Sanco congress ends in chaos and no-confidence vote

The News Online
Thursday, December 14, 2006

Angry delegates have been sent | home without choosing a new| leadership after the South African National Civic Organisation descended into violence and chaos.

Chairs were flung across the conference hall in frustration when delegates called for Sanco's national working committee (NWC) to be dissolved.

"We want to declare a vote of no confidence in the NWC, which has failed to lead us," delegates from the Northern Cape, KwaZulu Natal, Gauteng, Mpumalanga, Limpopo, North West and half of the Free State demanded - forcing an impromptu referendum.
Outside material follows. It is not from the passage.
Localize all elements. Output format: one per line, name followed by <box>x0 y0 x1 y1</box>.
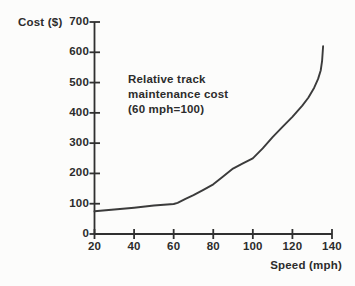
cost-curve <box>95 46 324 211</box>
chart-figure: Cost ($) Speed (mph) Relative trackmaint… <box>0 0 355 286</box>
plot-area <box>0 0 355 286</box>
The Eastern Cape, Western Cape and the other half of the Free State demanded that the conference continue, with delegates voting to choose the new leadership.

But upset Sanco members who were meant to have left the University of the Free State - where the conference was held - at noon felt they were being railroaded.

Delegates argued that the registration process, upon which a legitimate election hangs, was completed only at 6pm on the last day of the conference, with certain discrepancies apparent.

Matters turned ugly when the election authority chosen to oversee the event said it could not do so as there was no paper or fax machines to print ballot papers.

"Please don't throw the chairs. You will get injured and we don't have the money to pay," committee members said as they rushed into a meeting to try to find a way to end the deadlock.

Seconds later Sanco president Mlungisi Hlongwane ordered the conference to disband "before anybody gets hurt".

He said the NWC of the six provinces that backed the motion of no confidence would be disbanded.

This breakdown occurred only hours after President Thabo Mbeki had urged the organisation's leaders to lead Sanco back to prominence.

"This is very embarrassing for us," said secretary-general Linda Mngomezulu. He and Sanco deputy president Ruth Bhengu, who sat silently as the chaos unfolded, lamented that this "sort of thing has never happened before".

"I feel like jumping out of my skin," Mngomezulu said. He explained that tensions had been brewing with delegates feeling that the national conference was a farce.

Many, however, blame him and Hlongwane for the problems. They claim that duplicate delegations arrived at the conference only because they were invited by either the president or the secretary-general.

Hlongwane has come under fire from all sides, including from his old ally, Mbeki, who questioned what good a leader was if he divided the organisation he headed.

"If I ran for the president of Sanco, and in the course of that, divided Sanco and created factions within Sanco, and in the course of that created a situation that it was impossible to get any work done, then that presidency would be worth nothing."

Mbeki repeated his views about careerism in the ANC and what he described as the "sickness of people wanting to be leaders".

"Why do they not wait for the people to tell them to come and lead us?" he said to applause from delegates.

Asking to be voted for was a concept alien to the ANC and the tripartite alliance, he added.

Mbeki made it clear that while the future looked bright for Sanco, it was perhaps time for a new leader to unite the once powerful organisation.

Describing Sanco as a critical alliance partner of the ANC, he said the organisation had a huge role to play in putting the government's unspent millions to good use.